Citing the United Nations’ 2011 Global Assessment Report on Disaster Risk Reduction, Legarda noted that more people are now protected from disasters globally but economic losses as a result of these disasters have also risen.
“The risk of being killed by a cyclone or flood is lower today than it was 20 years ago. However, economic losses due to disasters continue to be in an upward trend and seriously threaten the economies of low-income countries,” Legarda said.
“In the Philippines, over the last 30 years, the number of disaster events have increased three times, the reported number of deaths have decreased slightly and the number of affected population staying the same, but alarmingly, the economic losses increased drastically by more than 17 times,” she added.

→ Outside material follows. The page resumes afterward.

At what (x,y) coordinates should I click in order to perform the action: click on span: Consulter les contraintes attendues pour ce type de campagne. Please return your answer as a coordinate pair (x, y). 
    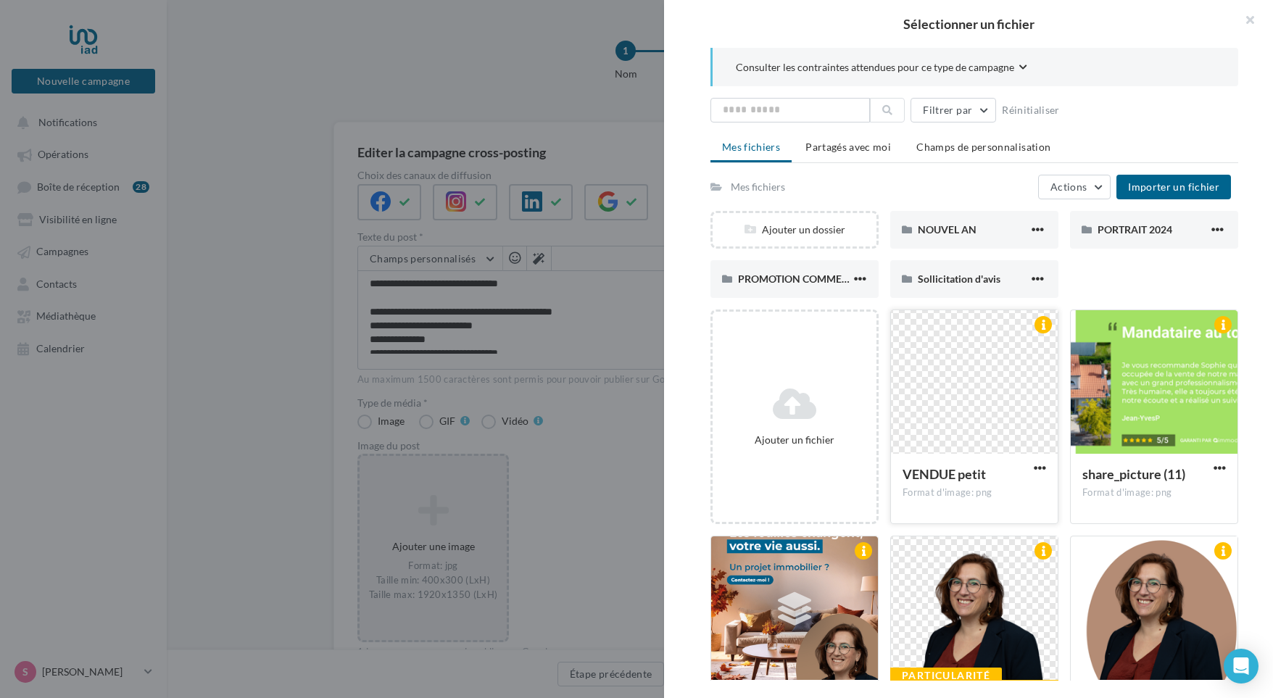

Legarda said that while LGUs have improved disaster preparedness measures such as preemptive evacuation, a significant portion of its population and infrastructure are still located in hazard-prone areas, which she said was a clear manifestation of poorly managed urbanization.
According to Legarda, the Housing and Land Use Regulatory Board has indicated that many cities and municipalities still do not integrate DRR and CCA tools when they prepare their respective Comprehensive Land Use Plans or CLUPs.
“What they have done is merely to prepare simple hazard maps that delineate the use of land resource in their respective areas.”
Legarda said that there are still around 340 LGUs that have yet to update their CLUPs and that most of these are 3rd to 6th class municipalities, which have low income and high vulnerability to various types of disasters.
“For our LGUs, the authority and system of comprehensive land use planning provides the opportunity for the integration of DRR and CCA. With the advent of the Disaster Risk Reduction Management Act of 2010 and the Climate Change Act of 2009, the time and institutions are ripe for this kind of integration,” Legarda said.
“CLUPs may mention that a certain locality is flood-prone but there is no detailed exposure and vulnerability assessment. Information such as the severity, frequency and magnitude of previous damage and losses are crucial in identifying robust interventions in the LGU’s CLUP and development plans,” she added.
She said that the LGUs should immediately institutionalize DRR and CCA in the local planning process and that the National Economic and Development Authority and the Department of the Interior and Local Government, together with Office of Civil Defense and the Climate Change Commission should assist the LGUs in this process.